January 22, 2026
Virtual reality is no longer confined to gaming and entertainment. Over the past decade, immersive VR technology has emerged as a powerful tool in medical rehabilitation, offering engaging, personalized and measurable therapeutic experiences. My research has focused specifically on applying VR to pulmonary rehabilitation -- a field where patient adherence and motivation remain persistent challenges.
Chronic obstructive pulmonary disease (COPD) affects hundreds of millions worldwide and is a leading cause of disability and mortality. Pulmonary rehabilitation -- a structured program of exercise, education and behavioral change -- is the gold standard treatment for improving quality of life in COPD patients. Yet participation rates remain disappointingly low, with studies reporting that fewer than 5% of eligible patients complete a full program.
The reasons are multifaceted: sessions can feel monotonous, patients experience exercise-related anxiety, transportation barriers exist, and the subjective perception of breathlessness during exertion is profoundly discouraging. VR addresses several of these barriers simultaneously.
When a patient puts on a VR headset during rehabilitation, their attention is redirected from internal sensations of discomfort to an engaging virtual environment. This attentional shift has measurable physiological consequences: studies demonstrate reduced perceived exertion, lower anxiety levels, and improved exercise tolerance during VR-enhanced sessions.
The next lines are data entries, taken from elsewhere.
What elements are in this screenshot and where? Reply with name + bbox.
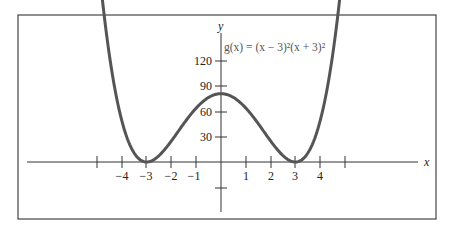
chart-canvas: −4 −3 −2 −1 1 2 3 4 30 60 90 120 x y g(x… [0, 0, 454, 231]
y-tick-label: 30 [200, 130, 212, 144]
x-tick-label: 4 [317, 169, 323, 183]
x-tick-label: 2 [268, 169, 274, 183]
x-tick-label: −2 [165, 169, 178, 183]
x-tick-label: 3 [292, 169, 298, 183]
x-tick-label: −4 [116, 169, 129, 183]
x-tick-label: −3 [140, 169, 153, 183]
y-tick-label: 60 [200, 105, 212, 119]
x-axis-label: x [423, 155, 430, 169]
y-tick-label: 90 [200, 79, 212, 93]
y-axis-label: y [217, 19, 224, 33]
x-tick-label: −1 [188, 169, 201, 183]
x-tick-label: 1 [243, 169, 249, 183]
y-tick-label: 120 [194, 54, 212, 68]
function-label: g(x) = (x − 3)²(x + 3)² [224, 41, 326, 54]
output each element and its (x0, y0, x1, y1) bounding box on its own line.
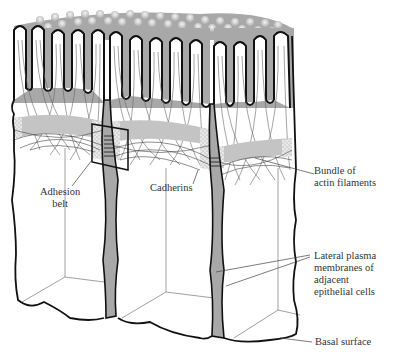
label-basal-surface: Basal surface (315, 336, 371, 348)
label-actin-bundle-line2: actin filaments (314, 177, 376, 189)
label-basal-surface-text: Basal surface (315, 336, 371, 348)
label-adhesion-belt: Adhesion belt (40, 186, 80, 210)
label-lateral-line4: epithelial cells (314, 286, 376, 298)
label-lateral-line1: Lateral plasma (314, 250, 376, 262)
label-cadherins: Cadherins (150, 182, 193, 194)
label-lateral-line2: membranes of (314, 262, 376, 274)
label-actin-bundle-line1: Bundle of (314, 165, 376, 177)
label-lateral-line3: adjacent (314, 274, 376, 286)
adhesion-belt-bands (14, 115, 292, 170)
label-actin-bundle: Bundle of actin filaments (314, 165, 376, 189)
label-adhesion-belt-line2: belt (40, 198, 80, 210)
label-lateral-membranes: Lateral plasma membranes of adjacent epi… (314, 250, 376, 298)
cell-edges (22, 148, 300, 338)
label-cadherins-text: Cadherins (150, 182, 193, 194)
label-adhesion-belt-line1: Adhesion (40, 186, 80, 198)
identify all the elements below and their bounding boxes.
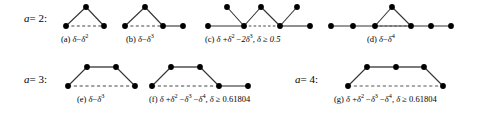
graph-node — [224, 4, 230, 10]
graph-node — [197, 64, 203, 70]
graph-node — [122, 23, 128, 29]
graph-node — [421, 64, 427, 70]
edge-solid — [66, 7, 86, 26]
edge-solid — [227, 7, 244, 26]
graph-b — [121, 2, 186, 32]
caption-g-tag: (g) — [334, 94, 344, 104]
graph-node — [258, 4, 264, 10]
graph-node — [372, 23, 378, 29]
graph-figure: a= 2: (a) δ−δ2 (b) δ−δ3 — [0, 0, 496, 116]
row-label-a2-eq: = 2: — [30, 12, 48, 24]
edge-solid — [116, 67, 135, 86]
caption-f-tag: (f) — [149, 94, 158, 104]
graph-node — [389, 4, 395, 10]
graph-node — [350, 23, 356, 29]
caption-c-t3: 2δ — [241, 34, 249, 44]
graph-node — [241, 23, 247, 29]
edge-solid — [68, 67, 87, 86]
caption-f: (f) δ +δ2 −δ3 −δ4, δ ≥ 0.61804 — [149, 94, 269, 104]
caption-b-exp: 3 — [151, 32, 154, 39]
caption-g: (g) δ +δ2 −δ3 −δ4, δ ≥ 0.61804 — [334, 94, 464, 104]
graph-c — [204, 2, 314, 32]
caption-b: (b) δ−δ3 — [126, 34, 154, 44]
edge-solid — [261, 7, 280, 26]
graph-node — [65, 83, 71, 89]
caption-f-e3: 3 — [188, 92, 191, 99]
graph-node — [113, 64, 119, 70]
caption-a: (a) δ−δ2 — [61, 34, 88, 44]
row-label-a4-eq: = 4: — [301, 73, 319, 85]
caption-a-exp: 2 — [85, 32, 88, 39]
caption-e-exp: 3 — [101, 92, 104, 99]
caption-g-t1: δ — [346, 94, 350, 104]
row-label-a3: a= 3: — [24, 73, 47, 85]
edge-solid — [200, 67, 219, 86]
graph-node — [364, 64, 370, 70]
graph-node — [180, 23, 186, 29]
row-label-a4: a= 4: — [295, 73, 318, 85]
edge-solid — [348, 67, 367, 86]
caption-a-tag: (a) — [61, 34, 70, 44]
edge-solid — [280, 7, 297, 26]
graph-node — [142, 4, 148, 10]
graph-node — [132, 83, 138, 89]
caption-c-tag: (c) — [205, 34, 214, 44]
graph-node — [168, 64, 174, 70]
edge-solid — [392, 7, 411, 26]
graph-e — [64, 62, 140, 92]
caption-c-e2: 2 — [231, 32, 234, 39]
row-label-a2: a= 2: — [24, 12, 47, 24]
graph-node — [101, 23, 107, 29]
graph-node — [216, 83, 222, 89]
graph-a — [62, 2, 108, 32]
graph-node — [160, 23, 166, 29]
graph-node — [428, 23, 434, 29]
caption-g-cond2: 0.61804 — [409, 94, 437, 104]
caption-g-e2: 2 — [361, 92, 364, 99]
graph-node — [149, 83, 155, 89]
edge-solid — [86, 7, 104, 26]
graph-node — [408, 23, 414, 29]
caption-g-cond: , δ ≥ — [392, 94, 407, 104]
edge-solid — [152, 67, 171, 86]
caption-d: (d) δ−δ4 — [367, 34, 395, 44]
graph-node — [277, 23, 283, 29]
graph-node — [205, 23, 211, 29]
graph-node — [294, 4, 300, 10]
caption-c-cond: , δ ≥ 0.5 — [253, 34, 281, 44]
graph-node — [448, 23, 454, 29]
graph-f — [148, 62, 258, 92]
edge-solid — [244, 7, 261, 26]
graph-node — [84, 64, 90, 70]
edge-solid — [375, 7, 392, 26]
graph-node — [307, 23, 313, 29]
caption-e-tag: (e) — [77, 94, 86, 104]
caption-f-cond2: 0.61804 — [223, 94, 251, 104]
edge-solid — [125, 7, 145, 26]
graph-node — [245, 83, 251, 89]
graph-node — [393, 64, 399, 70]
graph-node — [83, 4, 89, 10]
edge-solid — [145, 7, 163, 26]
caption-d-tag: (d) — [367, 34, 377, 44]
caption-c-t1: δ — [217, 34, 221, 44]
graph-node — [440, 83, 446, 89]
caption-f-e2: 2 — [174, 92, 177, 99]
caption-d-exp: 4 — [392, 32, 395, 39]
graph-d — [327, 2, 455, 32]
row-label-a3-eq: = 3: — [30, 73, 48, 85]
caption-f-cond: , δ ≥ — [205, 94, 220, 104]
graph-node — [345, 83, 351, 89]
edge-solid — [424, 67, 443, 86]
caption-b-tag: (b) — [126, 34, 136, 44]
caption-g-e3: 3 — [375, 92, 378, 99]
graph-g — [344, 62, 448, 92]
graph-node — [328, 23, 334, 29]
caption-f-t1: δ — [160, 94, 164, 104]
caption-e: (e) δ−δ3 — [77, 94, 104, 104]
graph-node — [63, 23, 69, 29]
caption-c: (c) δ +δ2 −2δ3, δ ≥ 0.5 — [205, 34, 280, 44]
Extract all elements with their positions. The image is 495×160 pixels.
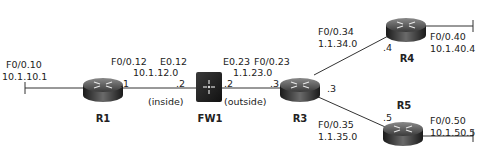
link-r3-r5-subnet: 1.1.35.0 <box>318 131 357 142</box>
r4-host: .4 <box>383 42 392 53</box>
link-r1-fw1-subnet: 10.1.12.0 <box>133 67 178 78</box>
r1-label: R1 <box>96 113 111 124</box>
r5-right-ip: 10.1.50.5 <box>430 127 475 138</box>
r5-right-iface: F0/0.50 <box>430 115 466 126</box>
r3-host-right: .3 <box>327 83 336 94</box>
r1-host-right: .1 <box>120 78 129 89</box>
r1-left-ip: 10.1.10.1 <box>2 71 47 82</box>
network-topology <box>0 0 495 160</box>
link-r3-r4-subnet: 1.1.34.0 <box>318 38 357 49</box>
link-r3-r5-iface: F0/0.35 <box>318 119 354 130</box>
router-r1-icon[interactable] <box>83 78 123 102</box>
fw1-label: FW1 <box>198 113 223 124</box>
fw1-right-iface: E0.23 <box>223 56 250 67</box>
fw1-host-right: .2 <box>224 78 233 89</box>
router-r5-icon[interactable] <box>383 122 423 146</box>
link-fw1-r3-subnet: 1.1.23.0 <box>233 67 272 78</box>
r1-left-iface: F0/0.10 <box>6 59 42 70</box>
fw1-left-iface: E0.12 <box>160 56 187 67</box>
r4-right-iface: F0/0.40 <box>430 31 466 42</box>
link-r3-r4-iface: F0/0.34 <box>318 26 354 37</box>
link-fw1-r3-iface: F0/0.23 <box>254 56 290 67</box>
r5-label: R5 <box>397 100 412 111</box>
r4-right-ip: 10.1.40.4 <box>430 43 475 54</box>
link-r1-fw1-iface: F0/0.12 <box>111 56 147 67</box>
router-r4-icon[interactable] <box>386 18 426 42</box>
r5-host: .5 <box>383 112 392 123</box>
r3-label: R3 <box>293 113 308 124</box>
router-r3-icon[interactable] <box>280 78 320 102</box>
r3-host-left: .3 <box>270 78 279 89</box>
fw1-zone-left: (inside) <box>148 96 184 107</box>
fw1-zone-right: (outside) <box>224 96 266 107</box>
r4-label: R4 <box>400 53 415 64</box>
firewall-fw1-icon[interactable] <box>196 72 222 102</box>
fw1-host-left: .2 <box>176 78 185 89</box>
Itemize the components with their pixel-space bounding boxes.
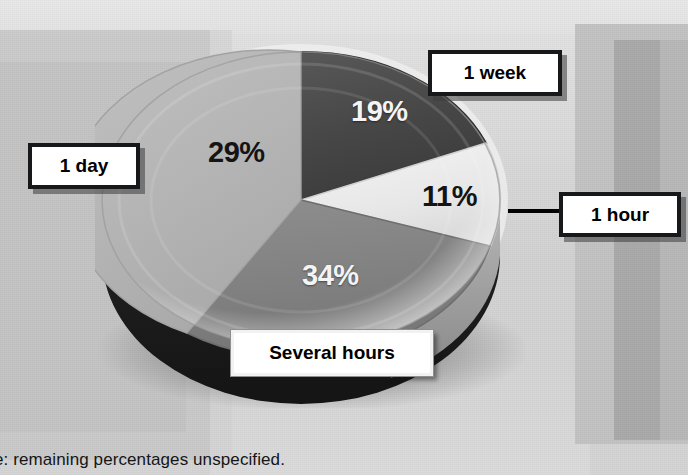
- callout-label-one-day[interactable]: 1 day: [28, 143, 140, 189]
- pie-chart-figure: 19% 29% 11% 34% 1 week 1 day 1 hour Seve…: [0, 0, 688, 475]
- footnote-text: e: remaining percentages unspecified.: [0, 450, 285, 470]
- callout-label-one-hour[interactable]: 1 hour: [559, 192, 681, 237]
- callout-label-several-hours[interactable]: Several hours: [231, 330, 433, 376]
- pie-rim-gloss: [102, 52, 500, 348]
- callout-label-one-week[interactable]: 1 week: [428, 50, 562, 96]
- leader-line-one-hour: [508, 209, 560, 213]
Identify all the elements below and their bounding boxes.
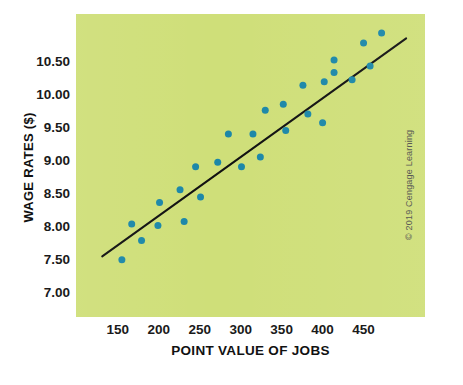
scatter-point xyxy=(282,127,289,134)
x-axis-tick-label: 450 xyxy=(334,322,394,337)
scatter-point xyxy=(331,57,338,64)
y-axis-title: WAGE RATES ($) xyxy=(21,88,36,248)
scatter-point xyxy=(257,153,264,160)
scatter-point xyxy=(156,199,163,206)
scatter-point xyxy=(360,39,367,46)
x-axis-title: POINT VALUE OF JOBS xyxy=(76,343,425,358)
plot-area xyxy=(76,14,425,317)
scatter-point xyxy=(249,130,256,137)
scatter-point xyxy=(225,130,232,137)
y-axis-tick-label: 10.50 xyxy=(6,54,70,69)
scatter-point xyxy=(192,163,199,170)
scatter-point xyxy=(319,119,326,126)
y-axis-tick-label: 9.00 xyxy=(6,153,70,168)
scatter-point xyxy=(321,78,328,85)
y-axis-tick-label: 7.00 xyxy=(6,284,70,299)
trend-line-group xyxy=(102,38,406,256)
y-axis-tick-label: 8.00 xyxy=(6,219,70,234)
scatter-point xyxy=(262,107,269,114)
scatter-point xyxy=(197,194,204,201)
scatter-point xyxy=(118,256,125,263)
scatter-point xyxy=(304,111,311,118)
scatter-point xyxy=(181,218,188,225)
scatter-point xyxy=(154,222,161,229)
trend-line xyxy=(102,38,406,256)
scatter-point-group xyxy=(118,30,385,264)
scatter-point xyxy=(378,30,385,37)
scatter-point xyxy=(128,221,135,228)
scatter-point xyxy=(299,82,306,89)
scatter-point xyxy=(238,163,245,170)
scatter-point xyxy=(331,69,338,76)
scatter-point xyxy=(138,237,145,244)
plot-svg-layer xyxy=(76,14,425,317)
copyright-credit: © 2019 Cengage Learning xyxy=(404,110,414,240)
y-axis-tick-label: 10.00 xyxy=(6,87,70,102)
figure-scatter-wage-rates: 7.007.508.008.509.009.5010.0010.50 15020… xyxy=(0,0,463,385)
y-axis-tick-label: 9.50 xyxy=(6,120,70,135)
scatter-point xyxy=(177,186,184,193)
scatter-point xyxy=(367,63,374,70)
y-axis-tick-label: 7.50 xyxy=(6,252,70,267)
scatter-point xyxy=(349,76,356,83)
scatter-point xyxy=(214,159,221,166)
scatter-point xyxy=(280,101,287,108)
y-axis-tick-label: 8.50 xyxy=(6,186,70,201)
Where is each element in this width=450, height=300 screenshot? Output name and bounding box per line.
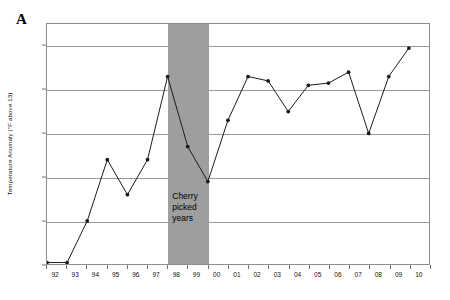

The immersive environment can be tailored to individual preferences -- calming natural landscapes, interactive games, or guided breathing exercises in serene virtual spaces. This personalization increases engagement and, critically, patient willingness to continue attending sessions over time.
Our research, funded by the European Respiratory Society, NAWA and NCN, has produced several important findings. In clinical trials with COPD patients, VR-based rehabilitation achieved comparable outcomes to traditional programs in terms of exercise capacity and quality of life improvements -- while significantly increasing patient satisfaction and adherence.
We have also demonstrated that VR can be safely integrated into hospital-based rehabilitation for post-COVID-19 patients, helping to accelerate recovery and reduce the psychological burden of prolonged hospitalization. Current work explores VR-guided breathing exercises as relaxation therapy for adolescents with depression, broadening the technology's therapeutic applications beyond respiratory care.
As VR hardware becomes lighter, more affordable and more sophisticated, its integration into routine clinical practice becomes increasingly feasible. Combined with biometric sensors and artificial intelligence, future VR rehabilitation systems could automatically adapt difficulty levels, detect patient distress, and provide real-time feedback to both patients and clinicians.
The convergence of technology and human-centered therapy holds enormous promise. VR does not replace the therapist -- it amplifies the therapeutic encounter, making rehabilitation more accessible, more engaging, and ultimately more effective for patients who need it most.